Salih Booker maintained that no solution is possible without such an intervention because "the authorities in Khartoum will have a very hard time sharing power. No matter what they sign, they are creating an Arab-Islamist state and they expect that everyone will become an Arab and a Muslim."
* * *
The Panelists
John Prendergast is a Special Adviser to the President at the International Crisis Group (ICG). Prior to joining ICG, he was a Special Adviser to the U.S. State Department focusing on conflict resolution in Africa. He also was Director of African Affairs at the National Security Council. He is the author of seven books on Africa, including God, Oil and Country: Changing the Logic of War in Sudan.
Salih Booker is the executive director of Africa Action. From 1995 through 1999, he directed the Council on Foreign Relations Africa Studies Program. He has served as a professional staff member of the Committee on Foreign Affairs in the U.S. Congress (1983-86, and 1990) and as a program officer for the Ford Foundation in Eastern and Southern Africa (1986-88). During the past twenty-four years, Mr. Booker has traveled to and worked in 26 of Africa's 54 countries. He lived in Ghana, Kenya, and Zimbabwe during ten of those years.
Peter Takirambudde, a national of Uganda, is the executive director of the Africa Division of Human Rights Watch. Prior to joining Human Rights Watch, Mr. Takirambudde held the positions of Professor of Law at the University of Botswana and Visiting Professor of Law at the University of Lund.

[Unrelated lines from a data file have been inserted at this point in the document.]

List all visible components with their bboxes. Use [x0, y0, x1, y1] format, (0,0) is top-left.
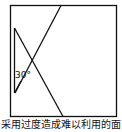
geometry-diagram: 30° — [0, 0, 122, 132]
caption-text: 采用过度造成难以利用的面 — [0, 118, 122, 132]
square-outline — [11, 6, 117, 117]
triangle-short-edge — [15, 81, 22, 93]
angle-label: 30° — [15, 70, 31, 80]
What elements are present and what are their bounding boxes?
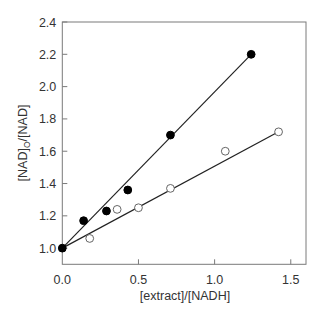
open-circle-marker: [113, 205, 121, 213]
x-axis-label: [extract]/[NADH]: [140, 289, 230, 303]
y-tick-label: 1.4: [39, 177, 56, 191]
y-tick-label: 2.0: [39, 80, 56, 94]
open-circle-marker: [86, 235, 94, 243]
data-points: [58, 50, 282, 252]
fit-lines: [62, 54, 278, 248]
x-axis-ticks: 0.00.51.01.5: [54, 259, 300, 287]
filled-circle-marker: [103, 207, 111, 215]
chart: 1.01.21.41.61.82.02.22.4 0.00.51.01.5 [e…: [0, 0, 320, 319]
y-tick-label: 1.2: [39, 209, 56, 223]
y-tick-label: 1.0: [39, 242, 56, 256]
open-circle-marker: [135, 204, 143, 212]
filled-circle-marker: [58, 244, 66, 252]
y-axis-label-post: /[NAD]: [16, 105, 30, 142]
filled-circle-marker: [167, 131, 175, 139]
filled-circle-marker: [247, 50, 255, 58]
y-tick-label: 2.2: [39, 48, 56, 62]
open-circle-marker: [221, 147, 229, 155]
y-tick-label: 1.6: [39, 145, 56, 159]
open-circle-marker: [167, 184, 175, 192]
y-tick-label: 2.4: [39, 16, 56, 30]
filled-circle-marker: [124, 186, 132, 194]
x-tick-label: 1.5: [282, 273, 299, 287]
y-axis-ticks: 1.01.21.41.61.82.02.22.4: [39, 16, 67, 256]
x-tick-label: 1.0: [206, 273, 223, 287]
open-circle-marker: [275, 128, 283, 136]
filled-circle-marker: [80, 217, 88, 225]
y-axis-label-pre: [NAD]: [16, 148, 30, 181]
y-axis-label: [NAD]O/[NAD]: [16, 105, 32, 182]
y-tick-label: 1.8: [39, 112, 56, 126]
x-tick-label: 0.5: [130, 273, 147, 287]
x-tick-label: 0.0: [54, 273, 71, 287]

Jok Madut Jok is associate professor in the Department of History at Loyola Marymount University in Los Angeles and received his Ph.D. from UCLA. Born and raised in southern Sudan, Professor Jok has conducted research in Sudan and refugee camps in the neighboring countries. He is the author of Militarization, Gender, and Reproductive Health in South Sudan and War and Slavery in Sudan: The Ethnography of Political Violence.